The good news about the University’s new financial-aid policy is that 15 percent of students — all those whose families earn less than $60,000 a year — now face a reduced financial burden. The bad news is that only 15 percent of Yale College students come from families earning less than $60,000 — even though that income puts an American household firmly in the middle class.

What those numbers suggest is that making Yale affordable enough for lower- and lower-middle-class families isn’t enough. Yale’s solution so far is to create a Student Ambassadors program, an effort that pays current Yalies to visit high schools across the country and spread the message about Yale’s financial-aid offerings. That’s a reasonable first step: Without question, some otherwise qualified students shy away even from applying because they do not think the Ivy League is within their means.

But the divide between the nation’s lowest-income schools and the Ivy League may be too large for student presentations alone to close. If Yale is to open its doors wider, it must take a bolder, and more proactive, step on the part of the University. The most successful efforts to draw low-income students to top universities have come with a greater commitment and an earlier intervention than anything Yale has yet considered. The Quest Scholars Program brings disadvantaged students to the Stanford campus for a residential program after their sophomore or junior year of high school, and then offers five years of support. About 84 percent of the program’s alumni — many of whom are orphans or the primary wage-earners in their households — attend Stanford, MIT, Berkeley or an Ivy League school. The Posse program at schools like Middlebury and Brandeis links small groups of students from low-income schools and then admits them together, a strategy that has led to improved graduation rates and graduate-school admission.

Those may not be the right approaches for Yale, but they nevertheless suggest that a more ambitious effort is in order. Rather than simply conduct presentations, Yale could, for example, adopt 50 low-income public schools across the country. The University could help those schools strengthen their curricula and college advising, and it could invite their top students for summer programs in New Haven. From their first day of high school, the most motivated and talented students at these schools would be cultivated as potential applicants. Having formed a relationship with the University beginning in they ninth grade, many would no doubt aspire to Yale. The University would therefore have an edge in identifying applicants from these schools who are prepared for Yale, and even those who do not end up here would be better prepared for college.

Almost four decades after Yale opened its doors wider by accepting more minorities and going coeducational, it is time for Yale to go one step further. An ambitious effort to reach into the nation’s disadvantaged high schools would be expensive, but it would also be a firm statement that Yale cannot and should not be an upper-class institution.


All records are to be reproduced verbatim, with images omitted.
*** Opening of Data provided ***
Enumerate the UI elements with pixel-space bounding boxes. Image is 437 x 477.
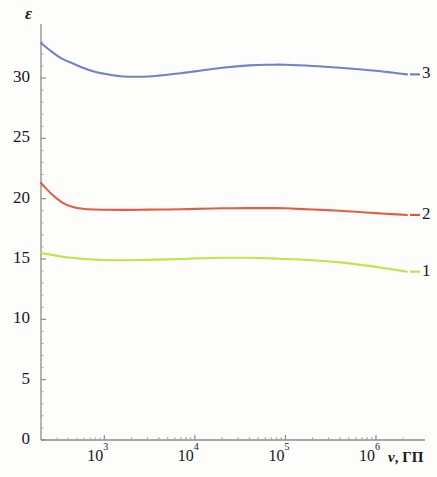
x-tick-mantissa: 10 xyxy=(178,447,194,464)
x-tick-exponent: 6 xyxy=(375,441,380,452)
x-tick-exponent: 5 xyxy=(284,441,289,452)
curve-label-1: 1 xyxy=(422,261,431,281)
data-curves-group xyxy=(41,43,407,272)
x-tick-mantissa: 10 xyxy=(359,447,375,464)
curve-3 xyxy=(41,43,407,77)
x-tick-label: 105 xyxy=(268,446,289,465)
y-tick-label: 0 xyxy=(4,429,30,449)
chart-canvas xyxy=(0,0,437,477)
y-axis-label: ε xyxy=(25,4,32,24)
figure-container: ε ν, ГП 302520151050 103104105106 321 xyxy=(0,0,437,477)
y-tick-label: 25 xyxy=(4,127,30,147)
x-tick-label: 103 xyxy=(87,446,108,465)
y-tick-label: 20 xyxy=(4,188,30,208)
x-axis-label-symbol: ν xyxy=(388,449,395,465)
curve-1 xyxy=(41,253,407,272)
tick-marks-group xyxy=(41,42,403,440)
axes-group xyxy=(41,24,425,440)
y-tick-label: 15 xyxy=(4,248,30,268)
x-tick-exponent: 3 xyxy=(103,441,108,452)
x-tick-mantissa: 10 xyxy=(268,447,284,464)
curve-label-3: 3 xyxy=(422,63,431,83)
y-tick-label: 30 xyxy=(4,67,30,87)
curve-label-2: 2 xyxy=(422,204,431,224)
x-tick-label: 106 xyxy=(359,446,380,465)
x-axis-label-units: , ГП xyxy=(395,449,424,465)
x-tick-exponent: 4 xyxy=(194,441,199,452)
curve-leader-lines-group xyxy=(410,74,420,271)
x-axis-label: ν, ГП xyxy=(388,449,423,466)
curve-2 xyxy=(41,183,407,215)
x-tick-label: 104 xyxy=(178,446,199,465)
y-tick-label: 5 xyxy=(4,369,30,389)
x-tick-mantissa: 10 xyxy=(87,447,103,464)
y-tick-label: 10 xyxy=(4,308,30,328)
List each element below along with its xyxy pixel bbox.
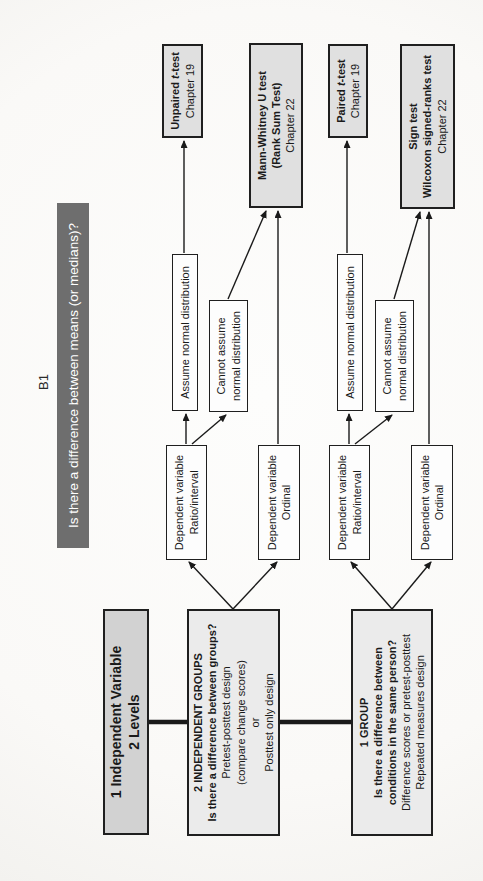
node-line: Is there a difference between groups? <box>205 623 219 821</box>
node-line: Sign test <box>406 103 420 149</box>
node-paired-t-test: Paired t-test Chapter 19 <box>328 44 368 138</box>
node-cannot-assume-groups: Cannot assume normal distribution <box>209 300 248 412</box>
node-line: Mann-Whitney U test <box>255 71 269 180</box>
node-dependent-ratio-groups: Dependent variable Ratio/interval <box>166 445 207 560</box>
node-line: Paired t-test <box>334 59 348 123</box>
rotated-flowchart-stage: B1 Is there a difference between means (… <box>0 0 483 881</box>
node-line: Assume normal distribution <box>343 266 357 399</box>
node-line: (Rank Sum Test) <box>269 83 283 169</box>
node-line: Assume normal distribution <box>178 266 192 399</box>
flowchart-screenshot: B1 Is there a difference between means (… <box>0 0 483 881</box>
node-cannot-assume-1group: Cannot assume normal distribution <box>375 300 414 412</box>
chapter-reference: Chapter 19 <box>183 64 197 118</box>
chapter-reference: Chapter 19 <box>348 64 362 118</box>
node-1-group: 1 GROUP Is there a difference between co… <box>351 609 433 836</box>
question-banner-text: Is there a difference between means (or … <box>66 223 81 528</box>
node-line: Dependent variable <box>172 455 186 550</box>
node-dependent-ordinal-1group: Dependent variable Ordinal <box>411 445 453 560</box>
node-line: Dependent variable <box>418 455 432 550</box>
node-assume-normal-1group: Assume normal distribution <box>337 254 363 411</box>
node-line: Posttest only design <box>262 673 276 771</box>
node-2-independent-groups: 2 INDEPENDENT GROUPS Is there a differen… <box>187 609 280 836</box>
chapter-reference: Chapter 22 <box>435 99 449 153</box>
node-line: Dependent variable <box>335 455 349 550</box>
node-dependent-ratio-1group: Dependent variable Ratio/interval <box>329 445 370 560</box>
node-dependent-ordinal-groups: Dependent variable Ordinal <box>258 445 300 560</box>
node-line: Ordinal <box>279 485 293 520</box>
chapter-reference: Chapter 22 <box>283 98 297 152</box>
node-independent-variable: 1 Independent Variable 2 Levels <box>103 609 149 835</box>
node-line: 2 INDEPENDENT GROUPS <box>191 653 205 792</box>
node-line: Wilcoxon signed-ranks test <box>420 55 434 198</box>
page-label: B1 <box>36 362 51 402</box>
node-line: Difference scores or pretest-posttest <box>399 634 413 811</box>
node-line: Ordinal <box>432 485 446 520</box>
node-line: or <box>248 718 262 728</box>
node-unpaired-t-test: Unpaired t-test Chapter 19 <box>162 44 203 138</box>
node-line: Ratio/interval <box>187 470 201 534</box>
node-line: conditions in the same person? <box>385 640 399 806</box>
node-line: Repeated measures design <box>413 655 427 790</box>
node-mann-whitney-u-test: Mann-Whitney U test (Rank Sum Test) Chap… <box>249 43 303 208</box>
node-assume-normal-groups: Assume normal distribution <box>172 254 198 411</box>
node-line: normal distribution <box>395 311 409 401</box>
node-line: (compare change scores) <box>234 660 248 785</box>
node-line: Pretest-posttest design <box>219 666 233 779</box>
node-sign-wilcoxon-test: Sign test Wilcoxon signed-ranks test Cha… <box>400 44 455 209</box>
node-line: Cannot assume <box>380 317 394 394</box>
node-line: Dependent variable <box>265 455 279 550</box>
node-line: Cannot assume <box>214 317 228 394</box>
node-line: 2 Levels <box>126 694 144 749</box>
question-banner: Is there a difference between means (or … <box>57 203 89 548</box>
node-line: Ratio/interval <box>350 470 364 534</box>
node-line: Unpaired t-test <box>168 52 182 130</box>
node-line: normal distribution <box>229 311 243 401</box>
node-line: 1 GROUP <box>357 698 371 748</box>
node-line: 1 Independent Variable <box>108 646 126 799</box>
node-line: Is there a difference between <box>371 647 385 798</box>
*** Close of Data provided ***
Exercise result
Enumerate the UI elements with pixel-space bounding boxes. Image is 437 x 477.
x-tick-mantissa: 10 xyxy=(178,447,194,464)
x-tick-exponent: 6 xyxy=(375,441,380,452)
x-tick-exponent: 5 xyxy=(284,441,289,452)
curve-label-1: 1 xyxy=(422,261,431,281)
data-curves-group xyxy=(41,43,407,272)
x-tick-mantissa: 10 xyxy=(359,447,375,464)
curve-3 xyxy=(41,43,407,77)
x-tick-label: 105 xyxy=(268,446,289,465)
y-tick-label: 0 xyxy=(4,429,30,449)
chart-canvas xyxy=(0,0,437,477)
y-axis-label: ε xyxy=(25,4,32,24)
figure-container: ε ν, ГП 302520151050 103104105106 321 xyxy=(0,0,437,477)
y-tick-label: 25 xyxy=(4,127,30,147)
x-tick-label: 103 xyxy=(87,446,108,465)
y-tick-label: 20 xyxy=(4,188,30,208)
x-axis-label-symbol: ν xyxy=(388,449,395,465)
curve-1 xyxy=(41,253,407,272)
tick-marks-group xyxy=(41,42,403,440)
axes-group xyxy=(41,24,425,440)
y-tick-label: 15 xyxy=(4,248,30,268)
x-tick-exponent: 3 xyxy=(103,441,108,452)
x-tick-mantissa: 10 xyxy=(268,447,284,464)
curve-label-3: 3 xyxy=(422,63,431,83)
y-tick-label: 30 xyxy=(4,67,30,87)
curve-label-2: 2 xyxy=(422,204,431,224)
x-tick-label: 106 xyxy=(359,446,380,465)
x-axis-label-units: , ГП xyxy=(395,449,424,465)
x-tick-exponent: 4 xyxy=(194,441,199,452)
curve-leader-lines-group xyxy=(410,74,420,271)
x-axis-label: ν, ГП xyxy=(388,449,423,466)
curve-2 xyxy=(41,183,407,215)
x-tick-label: 104 xyxy=(178,446,199,465)
y-tick-label: 5 xyxy=(4,369,30,389)
x-tick-mantissa: 10 xyxy=(87,447,103,464)
y-tick-label: 10 xyxy=(4,308,30,328)
List each element below along with its xyxy pixel bbox.
node-line: Is there a difference between groups? <box>205 623 219 821</box>
node-line: Sign test <box>406 103 420 149</box>
node-paired-t-test: Paired t-test Chapter 19 <box>328 44 368 138</box>
node-cannot-assume-groups: Cannot assume normal distribution <box>209 300 248 412</box>
node-line: Mann-Whitney U test <box>255 71 269 180</box>
node-dependent-ratio-groups: Dependent variable Ratio/interval <box>166 445 207 560</box>
node-line: Paired t-test <box>334 59 348 123</box>
rotated-flowchart-stage: B1 Is there a difference between means (… <box>0 0 483 881</box>
node-line: Assume normal distribution <box>343 266 357 399</box>
node-line: (Rank Sum Test) <box>269 83 283 169</box>
node-line: Assume normal distribution <box>178 266 192 399</box>
flowchart-screenshot: B1 Is there a difference between means (… <box>0 0 483 881</box>
node-cannot-assume-1group: Cannot assume normal distribution <box>375 300 414 412</box>
chapter-reference: Chapter 19 <box>183 64 197 118</box>
chapter-reference: Chapter 19 <box>348 64 362 118</box>
node-1-group: 1 GROUP Is there a difference between co… <box>351 609 433 836</box>
question-banner-text: Is there a difference between means (or … <box>66 223 81 528</box>
node-line: Dependent variable <box>172 455 186 550</box>
node-dependent-ordinal-1group: Dependent variable Ordinal <box>411 445 453 560</box>
node-line: Dependent variable <box>418 455 432 550</box>
node-assume-normal-1group: Assume normal distribution <box>337 254 363 411</box>
node-line: Posttest only design <box>262 673 276 771</box>
node-2-independent-groups: 2 INDEPENDENT GROUPS Is there a differen… <box>187 609 280 836</box>
chapter-reference: Chapter 22 <box>435 99 449 153</box>
node-line: Dependent variable <box>335 455 349 550</box>
node-dependent-ratio-1group: Dependent variable Ratio/interval <box>329 445 370 560</box>
node-dependent-ordinal-groups: Dependent variable Ordinal <box>258 445 300 560</box>
node-line: Ordinal <box>279 485 293 520</box>
chapter-reference: Chapter 22 <box>283 98 297 152</box>
node-independent-variable: 1 Independent Variable 2 Levels <box>103 609 149 835</box>
node-line: 2 INDEPENDENT GROUPS <box>191 653 205 792</box>
node-line: Wilcoxon signed-ranks test <box>420 55 434 198</box>
page-label: B1 <box>36 362 51 402</box>
node-line: Difference scores or pretest-posttest <box>399 634 413 811</box>
node-line: Ordinal <box>432 485 446 520</box>
node-line: or <box>248 718 262 728</box>
node-unpaired-t-test: Unpaired t-test Chapter 19 <box>162 44 203 138</box>
node-line: Ratio/interval <box>187 470 201 534</box>
node-line: conditions in the same person? <box>385 640 399 806</box>
node-line: Repeated measures design <box>413 655 427 790</box>
node-mann-whitney-u-test: Mann-Whitney U test (Rank Sum Test) Chap… <box>249 43 303 208</box>
node-assume-normal-groups: Assume normal distribution <box>172 254 198 411</box>
node-line: normal distribution <box>395 311 409 401</box>
node-line: (compare change scores) <box>234 660 248 785</box>
node-line: Pretest-posttest design <box>219 666 233 779</box>
node-sign-wilcoxon-test: Sign test Wilcoxon signed-ranks test Cha… <box>400 44 455 209</box>
node-line: Cannot assume <box>380 317 394 394</box>
node-line: Dependent variable <box>265 455 279 550</box>
node-line: Cannot assume <box>214 317 228 394</box>
node-line: 2 Levels <box>126 694 144 749</box>
question-banner: Is there a difference between means (or … <box>57 203 89 548</box>
node-line: Ratio/interval <box>350 470 364 534</box>
node-line: Unpaired t-test <box>168 52 182 130</box>
node-line: normal distribution <box>229 311 243 401</box>
node-line: 1 GROUP <box>357 698 371 748</box>
node-line: 1 Independent Variable <box>108 646 126 799</box>
node-line: Is there a difference between <box>371 647 385 798</box>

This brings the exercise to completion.